Dear New Yorkers,
We know the pandemic robbed thousands of NYC kids of their parents and other close caregivers like aunts, uncles and grandparents. Less clear is how, or if, they received help for their grief from the place uniquely positioned to support them: public schools.
Over the past year, THE CITY’s MISSING THEM project collaborated with Columbia Journalism Investigations, Type Investigations and City Limits to document the city Department of Education's response — or, too often, lack of response — to children bereaved by COVID who attend public schools. We discovered that decades of underfunding mental health care left schools unprepared to handle the spike in needs during the pandemic. The problem hit students worst where COVID illness and death were highest: among people of color and immigrants.
The dearth of care for grieving students partly stems from an overall shortage of mental health support in New York City schools. Before the pandemic, the DOE employed only one full-time social worker, on average, for every 648 students.
Our reporters spoke with more than 10 immigrant families who lost parents to COVID, as well as teachers, social workers, administrators — and former Mayor Bill de Blasio who said he knew about the mental health resource deficiencies before the pandemic. As COVID-19 continued to spread, they compounded.
"Everyone was already perfectly [aware] that we were sitting on top of a huge problem," he said.
Read more here.
Some other items of note: - “If you draw a picture, it's like letting your emotions out onto a piece of paper and it just stays there.” — Ten-year-old Maddie Fletcher’s advice to other kids who have lost a parent or caregiver to COVID. Here is more wisdom on healing in the words of kids still grieving.
- A $20 million boost for a new biotech “innovation lab” is slated for the Brooklyn Navy Yard, which is one part of the State of the City address to be delivered by Mayor Eric Adams later today.
- At a City Council hearing yesterday, the city’s Department of Correction Commissioner Louis Molina said — despite the collapse of a once-heralded LGBTQ+ unit — the agency has no culture problem. As THE CITY reported, trans women on Rikers Island have lost key support in the department since the start of the Adams administration.
- In case you missed it: THE CITY’s next subway quiz has left the station! More than 40,000 people took our first transit trivia test so we’ve rolled out another one. Take it! Even if you don’t know all the answers, you might learn something new about underground New York.
- See how New York City’s doing with our newsroom’s economic recovery tracker.
- For the latest local numbers on COVID-19 vaccinations, testing rates and more, check our coronavirus tracker.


- PROBLEM STATEMENT
Spot each line in the data below containing "series" and copy it.

- ENTRIES SHOWN
^^^^^^^^^^^^^^^^

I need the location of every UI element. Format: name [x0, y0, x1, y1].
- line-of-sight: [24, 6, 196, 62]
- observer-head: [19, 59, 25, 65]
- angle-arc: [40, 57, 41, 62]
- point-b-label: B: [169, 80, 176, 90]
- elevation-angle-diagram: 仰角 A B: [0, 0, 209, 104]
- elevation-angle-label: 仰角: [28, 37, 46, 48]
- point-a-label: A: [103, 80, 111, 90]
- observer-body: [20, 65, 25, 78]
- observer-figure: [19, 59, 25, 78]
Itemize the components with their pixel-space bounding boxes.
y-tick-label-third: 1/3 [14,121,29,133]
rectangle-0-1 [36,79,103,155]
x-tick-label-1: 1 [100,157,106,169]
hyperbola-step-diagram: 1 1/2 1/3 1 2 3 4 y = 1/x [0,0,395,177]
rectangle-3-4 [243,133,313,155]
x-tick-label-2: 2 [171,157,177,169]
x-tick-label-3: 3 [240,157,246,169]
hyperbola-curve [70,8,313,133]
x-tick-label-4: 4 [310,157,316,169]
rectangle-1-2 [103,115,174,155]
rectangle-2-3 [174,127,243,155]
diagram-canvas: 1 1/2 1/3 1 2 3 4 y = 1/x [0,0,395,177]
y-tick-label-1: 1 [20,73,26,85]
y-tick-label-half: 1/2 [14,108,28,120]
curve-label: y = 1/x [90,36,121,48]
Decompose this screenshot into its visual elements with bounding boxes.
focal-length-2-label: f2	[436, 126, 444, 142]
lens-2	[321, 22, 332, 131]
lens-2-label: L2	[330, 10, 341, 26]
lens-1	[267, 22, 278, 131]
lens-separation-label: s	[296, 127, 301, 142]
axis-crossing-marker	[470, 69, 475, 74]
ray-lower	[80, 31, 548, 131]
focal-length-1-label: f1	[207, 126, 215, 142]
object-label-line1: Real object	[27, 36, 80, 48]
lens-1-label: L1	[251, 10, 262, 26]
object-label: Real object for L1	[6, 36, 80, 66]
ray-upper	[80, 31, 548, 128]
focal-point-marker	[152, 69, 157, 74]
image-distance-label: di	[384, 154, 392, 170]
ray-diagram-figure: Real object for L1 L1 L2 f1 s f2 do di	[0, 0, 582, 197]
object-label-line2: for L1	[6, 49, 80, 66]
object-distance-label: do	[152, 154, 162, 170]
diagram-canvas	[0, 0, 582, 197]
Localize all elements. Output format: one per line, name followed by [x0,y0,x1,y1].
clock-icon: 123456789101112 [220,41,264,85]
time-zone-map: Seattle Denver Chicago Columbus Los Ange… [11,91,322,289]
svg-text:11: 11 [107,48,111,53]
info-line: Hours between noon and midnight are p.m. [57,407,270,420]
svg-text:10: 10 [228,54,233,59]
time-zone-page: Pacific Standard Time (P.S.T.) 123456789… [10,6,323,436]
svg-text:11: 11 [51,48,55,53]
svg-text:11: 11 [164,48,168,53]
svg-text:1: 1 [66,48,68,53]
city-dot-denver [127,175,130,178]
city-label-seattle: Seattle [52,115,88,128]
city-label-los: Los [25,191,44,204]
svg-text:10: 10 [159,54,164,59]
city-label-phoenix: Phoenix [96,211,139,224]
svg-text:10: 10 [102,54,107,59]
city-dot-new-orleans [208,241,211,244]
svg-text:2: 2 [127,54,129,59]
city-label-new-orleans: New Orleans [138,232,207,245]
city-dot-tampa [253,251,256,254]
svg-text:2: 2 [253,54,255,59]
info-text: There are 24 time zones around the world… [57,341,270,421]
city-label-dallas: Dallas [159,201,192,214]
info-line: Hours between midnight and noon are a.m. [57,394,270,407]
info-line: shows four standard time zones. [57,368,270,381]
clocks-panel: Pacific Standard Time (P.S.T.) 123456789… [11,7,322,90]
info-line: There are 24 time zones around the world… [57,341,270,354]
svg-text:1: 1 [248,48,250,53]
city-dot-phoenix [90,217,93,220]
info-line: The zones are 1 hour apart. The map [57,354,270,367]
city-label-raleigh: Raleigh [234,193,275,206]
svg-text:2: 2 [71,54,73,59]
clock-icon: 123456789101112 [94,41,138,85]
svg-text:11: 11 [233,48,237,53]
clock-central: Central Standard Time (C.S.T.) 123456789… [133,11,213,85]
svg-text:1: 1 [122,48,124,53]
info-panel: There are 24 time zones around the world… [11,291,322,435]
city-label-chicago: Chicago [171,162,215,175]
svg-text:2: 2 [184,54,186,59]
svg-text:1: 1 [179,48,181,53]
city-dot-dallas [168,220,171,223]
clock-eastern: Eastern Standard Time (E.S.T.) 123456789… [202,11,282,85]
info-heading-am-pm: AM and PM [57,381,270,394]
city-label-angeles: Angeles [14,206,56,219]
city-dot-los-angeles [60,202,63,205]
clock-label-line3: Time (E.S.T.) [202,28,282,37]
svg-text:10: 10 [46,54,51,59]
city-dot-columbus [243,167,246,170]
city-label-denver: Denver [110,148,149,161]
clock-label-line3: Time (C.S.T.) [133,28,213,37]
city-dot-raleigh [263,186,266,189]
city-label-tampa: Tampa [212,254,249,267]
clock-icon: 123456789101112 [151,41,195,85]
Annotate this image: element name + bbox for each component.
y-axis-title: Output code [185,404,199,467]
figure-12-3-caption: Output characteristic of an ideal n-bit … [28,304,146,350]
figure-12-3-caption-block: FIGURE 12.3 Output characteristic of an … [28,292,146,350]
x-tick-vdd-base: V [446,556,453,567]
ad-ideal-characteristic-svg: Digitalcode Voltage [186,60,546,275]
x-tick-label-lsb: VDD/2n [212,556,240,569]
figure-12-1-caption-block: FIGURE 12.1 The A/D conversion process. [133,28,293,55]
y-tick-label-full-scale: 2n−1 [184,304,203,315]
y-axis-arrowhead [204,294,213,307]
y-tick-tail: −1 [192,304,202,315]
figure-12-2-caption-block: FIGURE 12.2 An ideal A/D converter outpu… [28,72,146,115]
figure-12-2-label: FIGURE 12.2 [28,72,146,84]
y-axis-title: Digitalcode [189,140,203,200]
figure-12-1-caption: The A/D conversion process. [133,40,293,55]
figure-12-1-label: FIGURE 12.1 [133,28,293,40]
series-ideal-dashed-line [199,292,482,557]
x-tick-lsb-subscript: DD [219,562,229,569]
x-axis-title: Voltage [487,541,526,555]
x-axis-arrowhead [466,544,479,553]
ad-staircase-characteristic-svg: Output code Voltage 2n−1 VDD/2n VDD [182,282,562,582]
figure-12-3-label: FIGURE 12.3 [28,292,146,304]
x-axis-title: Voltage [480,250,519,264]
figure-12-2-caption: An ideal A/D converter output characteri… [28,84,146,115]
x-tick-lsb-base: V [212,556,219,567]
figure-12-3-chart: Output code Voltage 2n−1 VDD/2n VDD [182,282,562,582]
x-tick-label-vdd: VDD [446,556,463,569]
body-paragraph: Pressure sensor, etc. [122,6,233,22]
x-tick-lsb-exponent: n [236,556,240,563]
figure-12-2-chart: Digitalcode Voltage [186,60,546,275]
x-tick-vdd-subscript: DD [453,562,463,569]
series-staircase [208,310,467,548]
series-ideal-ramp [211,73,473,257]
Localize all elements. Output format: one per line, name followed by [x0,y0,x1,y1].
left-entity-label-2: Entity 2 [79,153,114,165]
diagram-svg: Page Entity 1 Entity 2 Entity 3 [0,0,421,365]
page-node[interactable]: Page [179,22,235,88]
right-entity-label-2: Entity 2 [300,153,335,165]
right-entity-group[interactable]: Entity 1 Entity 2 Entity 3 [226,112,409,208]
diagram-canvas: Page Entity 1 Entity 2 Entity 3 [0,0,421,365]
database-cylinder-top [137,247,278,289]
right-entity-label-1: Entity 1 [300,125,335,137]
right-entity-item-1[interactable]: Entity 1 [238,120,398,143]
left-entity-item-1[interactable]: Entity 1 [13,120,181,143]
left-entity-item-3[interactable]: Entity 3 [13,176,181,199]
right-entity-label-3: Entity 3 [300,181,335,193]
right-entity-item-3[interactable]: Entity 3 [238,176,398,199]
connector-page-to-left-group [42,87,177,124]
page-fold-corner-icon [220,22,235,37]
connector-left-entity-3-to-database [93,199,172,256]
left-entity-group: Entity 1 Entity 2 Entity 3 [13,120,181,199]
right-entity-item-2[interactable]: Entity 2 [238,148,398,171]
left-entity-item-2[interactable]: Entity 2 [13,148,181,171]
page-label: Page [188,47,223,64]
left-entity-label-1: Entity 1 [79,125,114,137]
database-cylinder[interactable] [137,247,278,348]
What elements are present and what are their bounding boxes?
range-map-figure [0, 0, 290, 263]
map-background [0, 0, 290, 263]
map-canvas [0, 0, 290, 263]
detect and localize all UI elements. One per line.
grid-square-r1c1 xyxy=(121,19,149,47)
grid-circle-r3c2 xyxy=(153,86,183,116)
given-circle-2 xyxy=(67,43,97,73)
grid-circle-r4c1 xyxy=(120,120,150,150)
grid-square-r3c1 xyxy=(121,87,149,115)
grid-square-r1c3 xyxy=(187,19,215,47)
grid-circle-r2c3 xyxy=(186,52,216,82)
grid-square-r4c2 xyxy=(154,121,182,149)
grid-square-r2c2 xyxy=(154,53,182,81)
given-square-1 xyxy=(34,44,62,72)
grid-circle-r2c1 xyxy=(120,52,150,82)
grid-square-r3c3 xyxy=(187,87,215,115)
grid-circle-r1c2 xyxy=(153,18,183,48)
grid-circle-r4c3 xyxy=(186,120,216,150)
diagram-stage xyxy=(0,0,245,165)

^^^^^^^^^^^^^^^^

- TASK RESPONSE
series-ideal-dashed-line [199,292,482,557]
series-staircase [208,310,467,548]
series-ideal-ramp [211,73,473,257]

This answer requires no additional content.